Examples of such repression abound. On June 11, the judiciary imposed eight-year prison sentences on student protesters Sina Darvish Omran and Ali Mozaffari, on the basis of coerced confessions by MOIS interrogators, for acting against “national security” and waging “propaganda against the state.” In May, the MOIS conducted a wave of arrests targeting members of the Baha’i faith, which the United Nations has described as Iran’s “most severely persecuted religious minority.”

The MOIS has reserved special animus for Iranians with Western ties. In March 2016, it arrested Iranian national Aras Amiri, a London-based employee of a British cultural-relations organization, when she visited her family in Iran. The MOIS accused her of “assembly and collusion against national security.” The following month, it incarcerated disaster-medicine expert Ahmadreza Djalali, an Iranian citizen and Swedish resident, on espionage charges while he was visiting the country at the invitation of Tehran University.

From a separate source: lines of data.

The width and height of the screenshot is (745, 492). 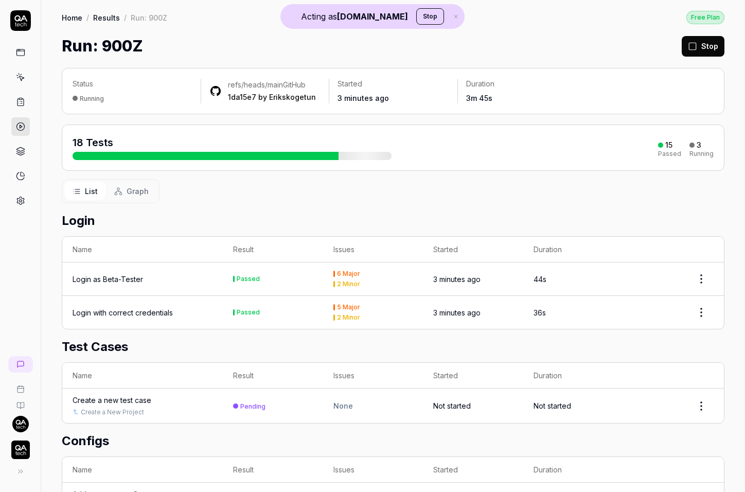 What do you see at coordinates (272, 85) in the screenshot?
I see `div: GitHub` at bounding box center [272, 85].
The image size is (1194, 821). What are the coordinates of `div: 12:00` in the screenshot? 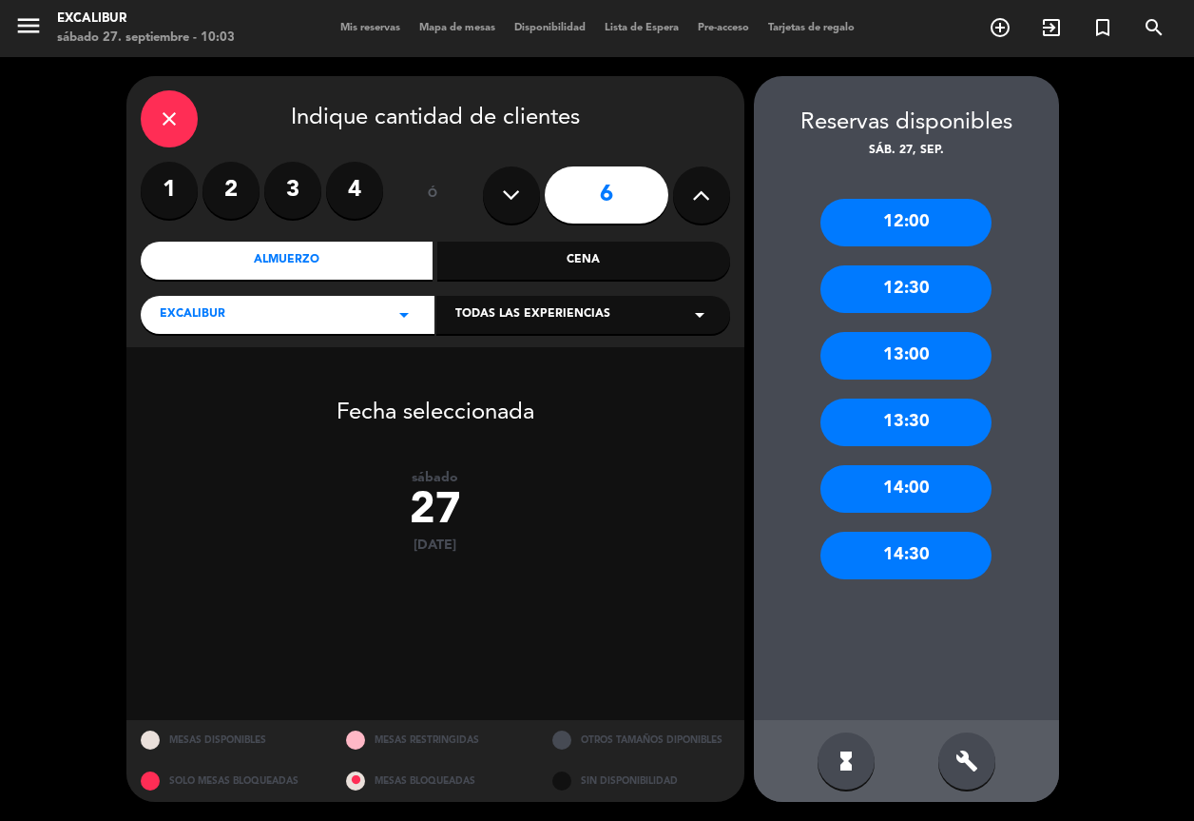 It's located at (906, 222).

In this context, the MOIS’s work often overlaps with the efforts of the more well-known Islamic Revolutionary Guard Corps (IRGC), the regime’s praetorian guard — including the operations of the IRGC’s Quds Force, which spearheads Tehran’s regional aggression, and of the IRGC’s own intelligence arm. In fact, the IRGC and the MOIS routinely collaborate, though turf wars remain common. While the MOIS often operates covertly, and although Alavi lacks the name recognition of Quds Force commander Qasem Soleimani, the public face of Tehran’s campaign of aggression across the Middle East, the MOIS remains indispensable to Iran’s efforts to subjugate its neighbors.

The Trump administration should act accordingly. In October 2017, it sanctioned the IRGC in its entirety for its support of terrorism. This move built on earlier sanctions, by the George W. Bush administration, of the IRGC for its proliferation activities and of Soleimani and the Quds Force. Sanctioning Alavi for the vast range of his nefarious conduct would complement these steps, sending Tehran — and the Iranian people — the message that Washington remains committed to defeating the full spectrum of actors responsible for advancing the clerical regime’s belligerent policies.